Despite careful manual collection of data from a prospective electronic database, our study was restricted by the retrospective nature of the cohort analysis. Whilst we did not record racial demographics, we should remark that our catchment population is comprised of mostly White British ethnicity. In common with many longitudinal observational studies, data attrition due to patients being lost to follow-up was a major limitation of this study. Despite a large initial sample size, data for key measurements (such as vitamin D) was unavailable for 30% of completers at 1 year and 60% of completers at 4 years. Whilst multiple imputation by fully conditional specification is deemed a powerful and statistically valid method for handling missing data [25], and significant results were confirmed by this method in our study, we have reported results based on original unimputed data in recognition of the inherent bias of data attrition from “missing not at random”. We were unable to collect data on personalised dose adjustments of supplements and patients’ adherence to treatment, or seasonal variations in vitamin D levels.
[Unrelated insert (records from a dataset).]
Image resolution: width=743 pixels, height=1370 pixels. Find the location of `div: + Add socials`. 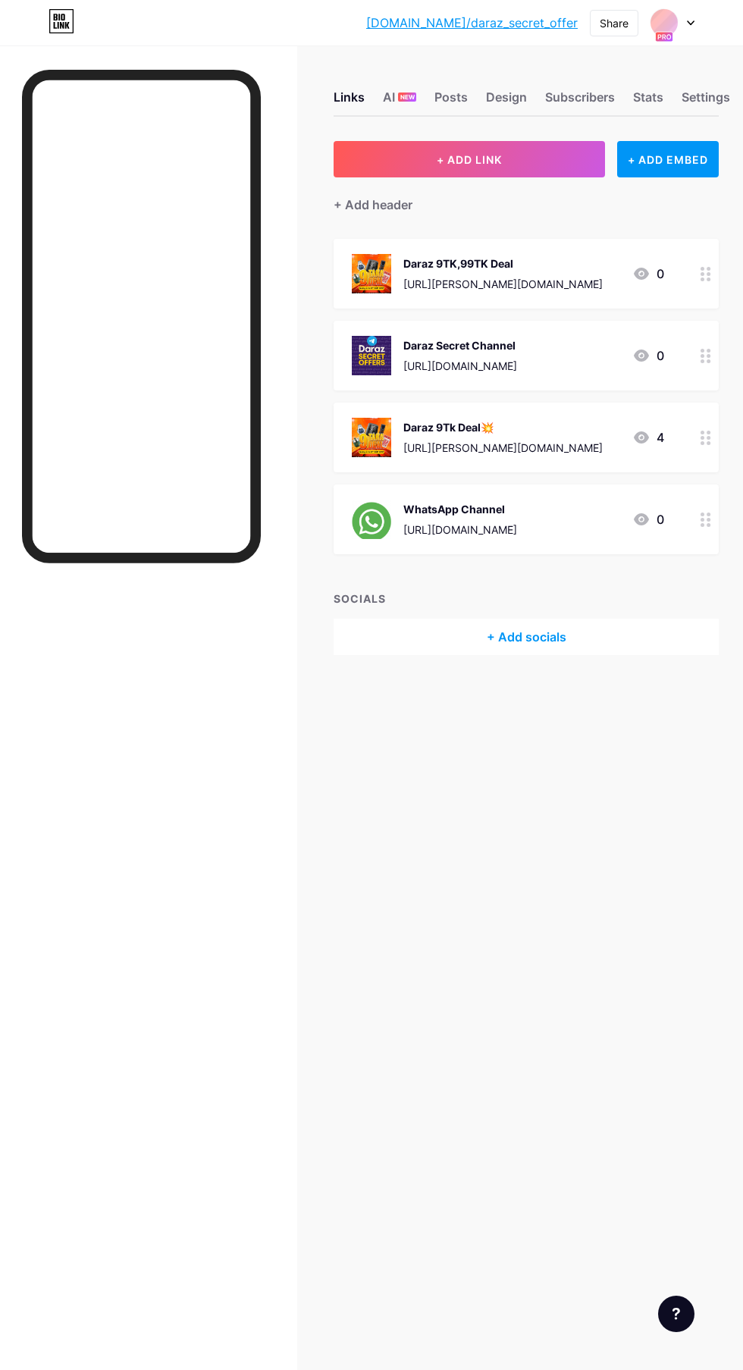

div: + Add socials is located at coordinates (526, 637).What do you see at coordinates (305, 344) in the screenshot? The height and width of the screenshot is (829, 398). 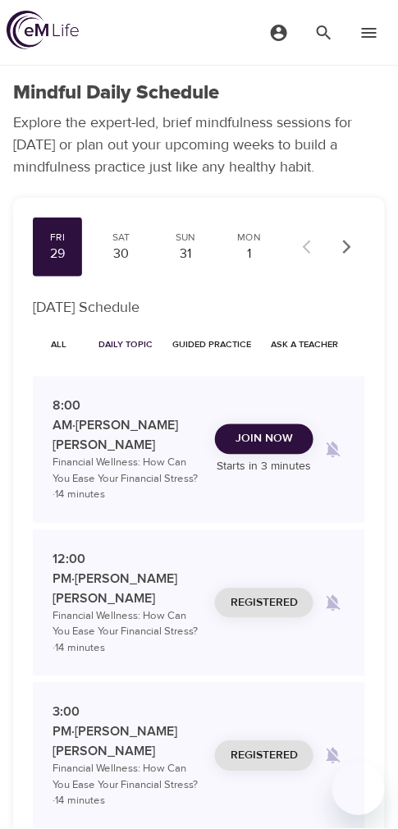 I see `span: Ask a Teacher` at bounding box center [305, 344].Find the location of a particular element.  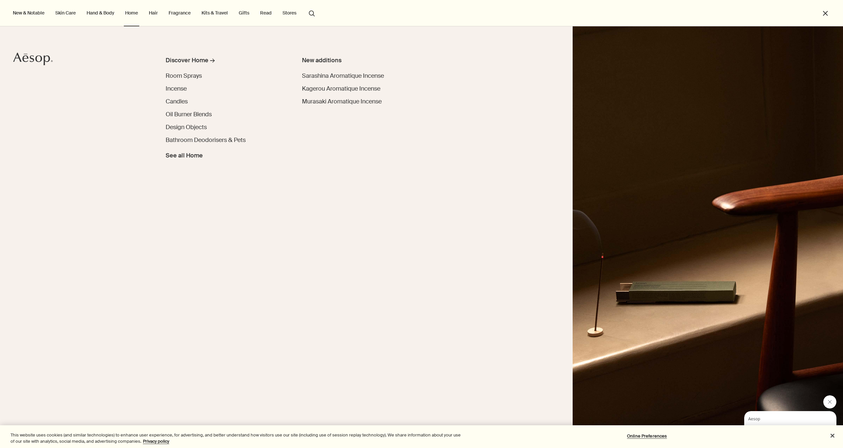

a: Hand & Body is located at coordinates (100, 13).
Although vitamin D, calcium and PTH are useful indicators, we were unable to include markers of bone turnover, bone densitometry or fracture data and so cannot report directly the skeletal effects of bariatric surgery in our cohort. Despite these limitations, our observational study provides useful insights into vitamin D status in bariatric surgical patients in northern latitudes.

Conclusion

We report that vitamin D deficiency was prevalent in bariatric surgical candidates pre-operatively and routine vitamin D supplementation can reduce rates of post-operative vitamin D deficiency in patients undergoing weight loss surgery. However, some patients remain poorly optimised despite this. Further research could investigate risk factors for difficult-to-optimise vitamin D status as well as different supplementation methods and dose regimens.